What the exercise asks >>
Without including any pictures, write out all the records word for word.

(Collected data)
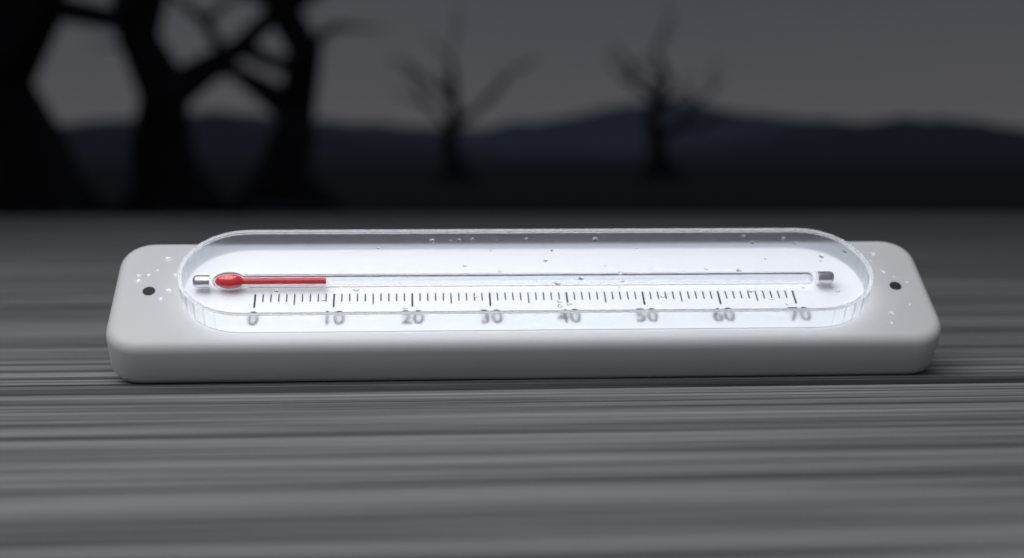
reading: 9 (no unit)
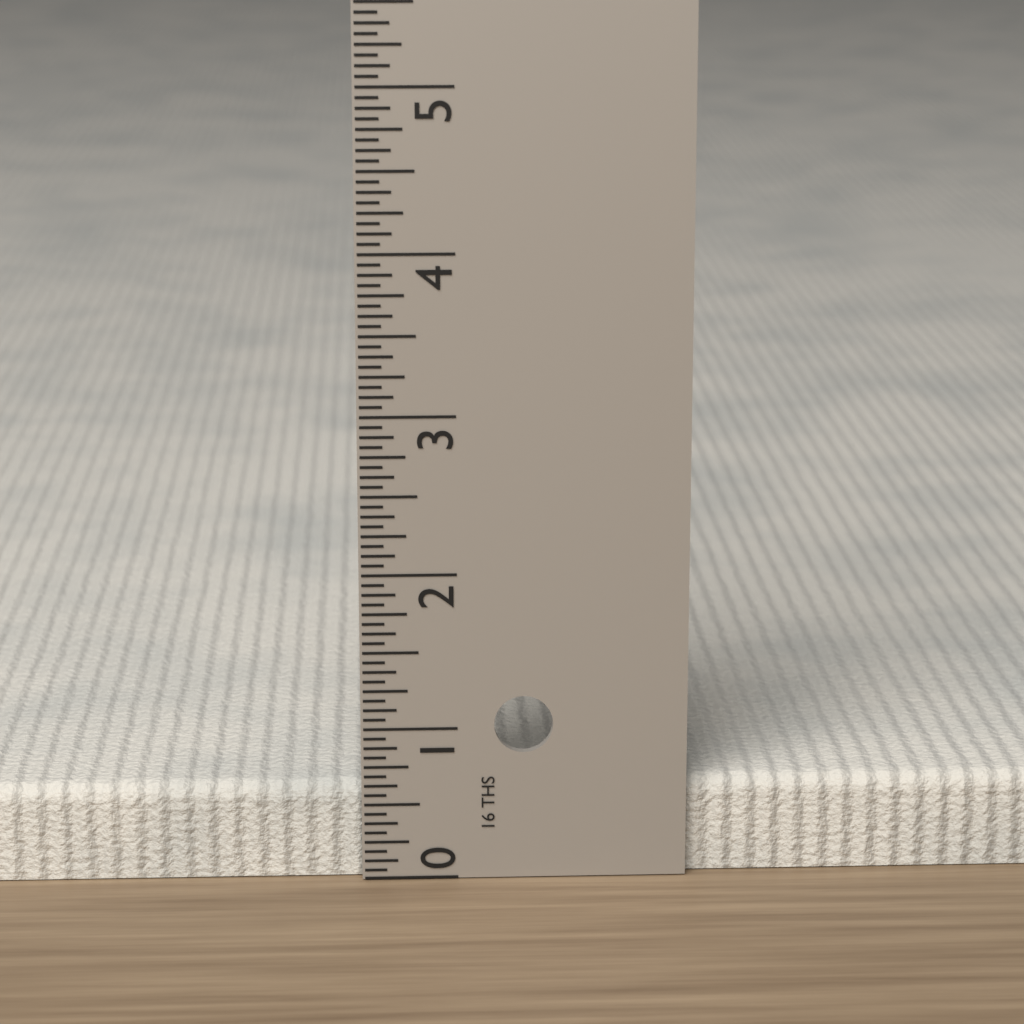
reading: 0.6250 in
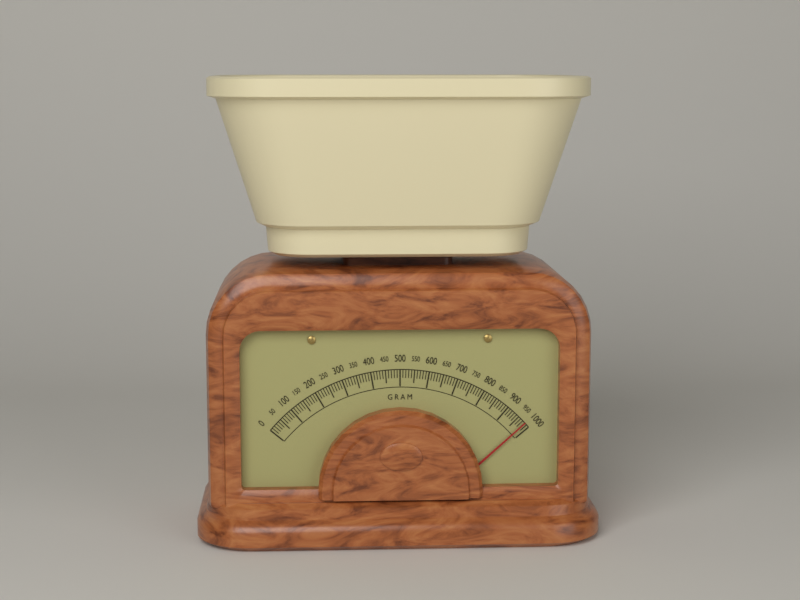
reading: 980 g
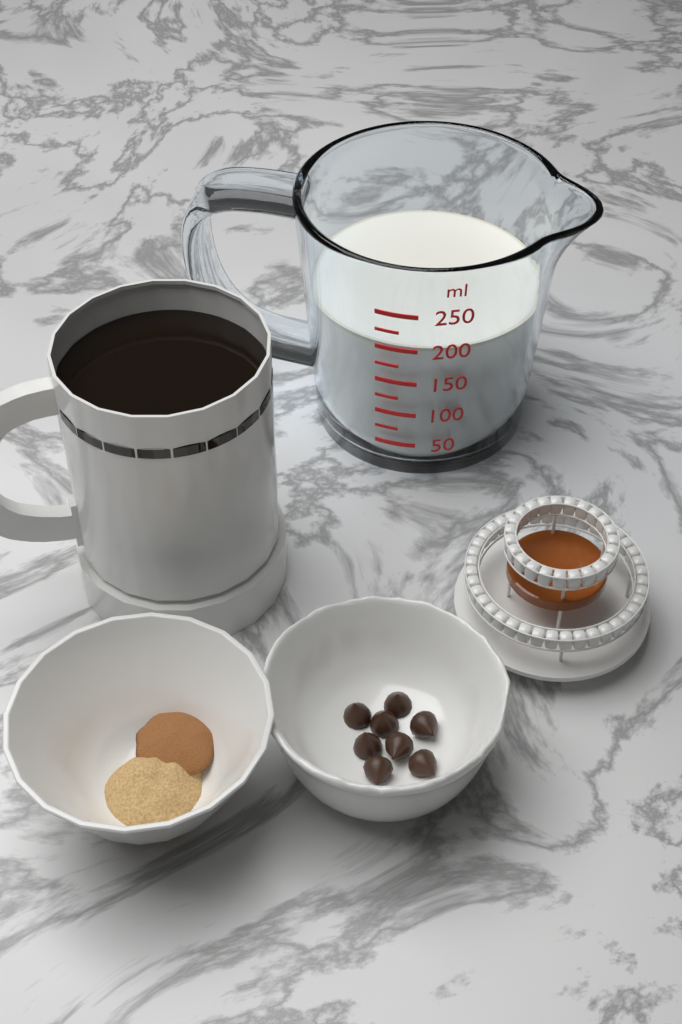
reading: 200 ml
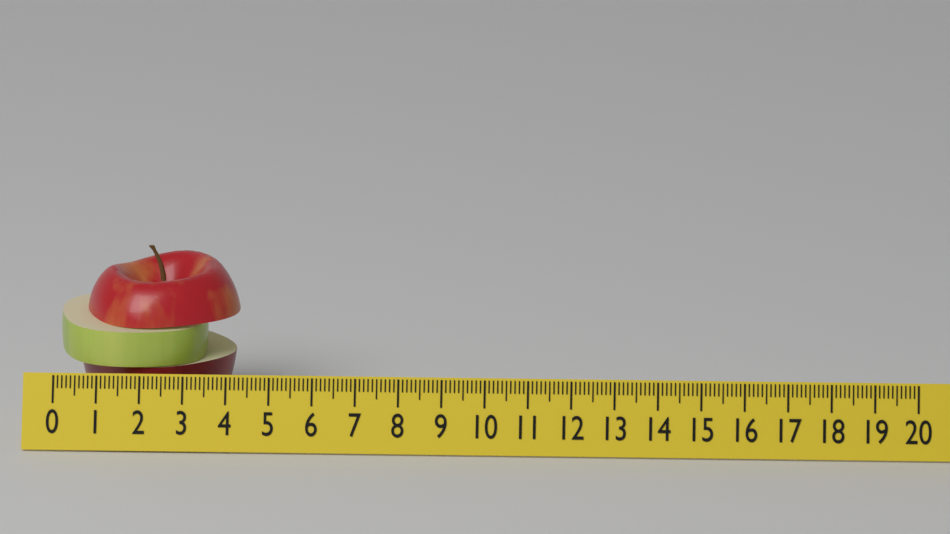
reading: 4.2 (no unit)
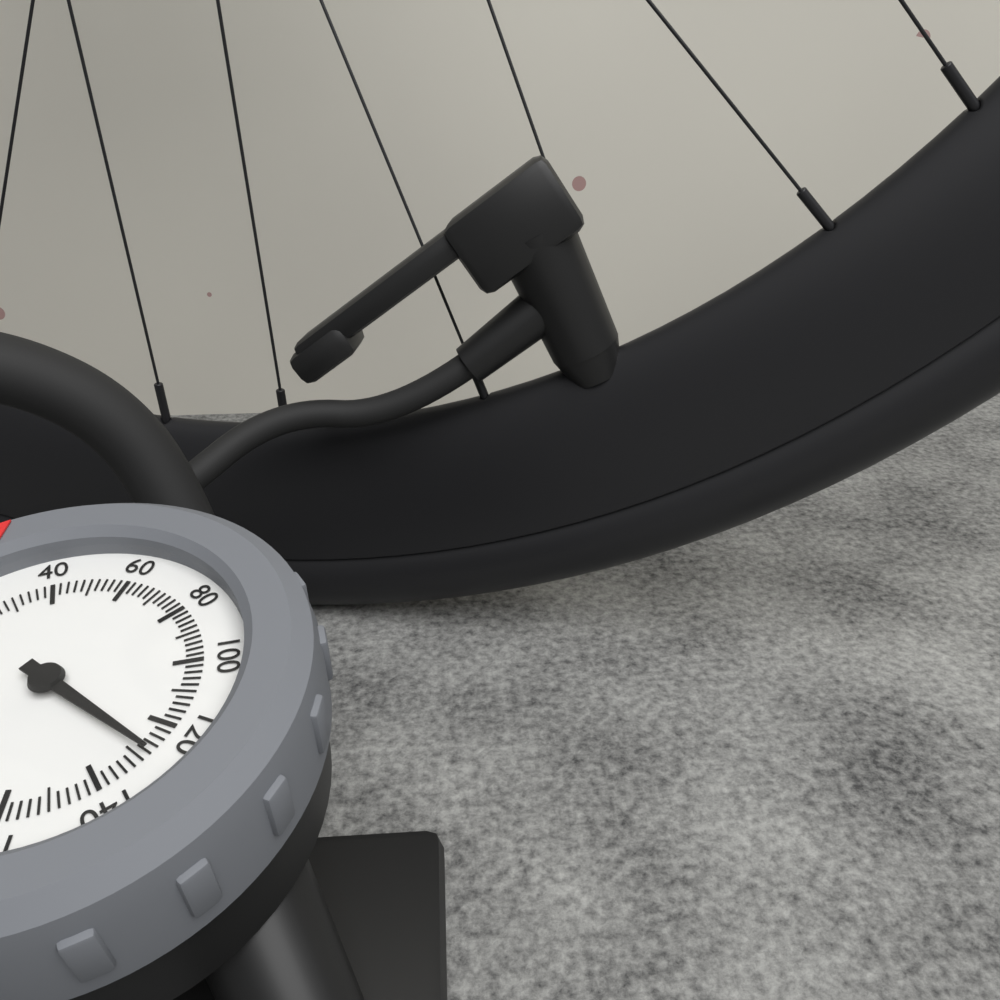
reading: 128 psi
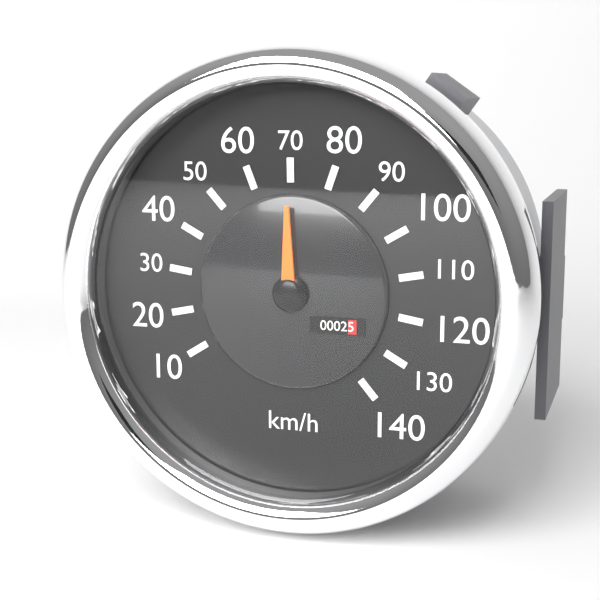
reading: 70 km/h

Response area >>
reading: 9 (no unit)
reading: 0.6250 in
reading: 980 g
reading: 200 ml
reading: 4.2 (no unit)
reading: 128 psi
reading: 70 km/h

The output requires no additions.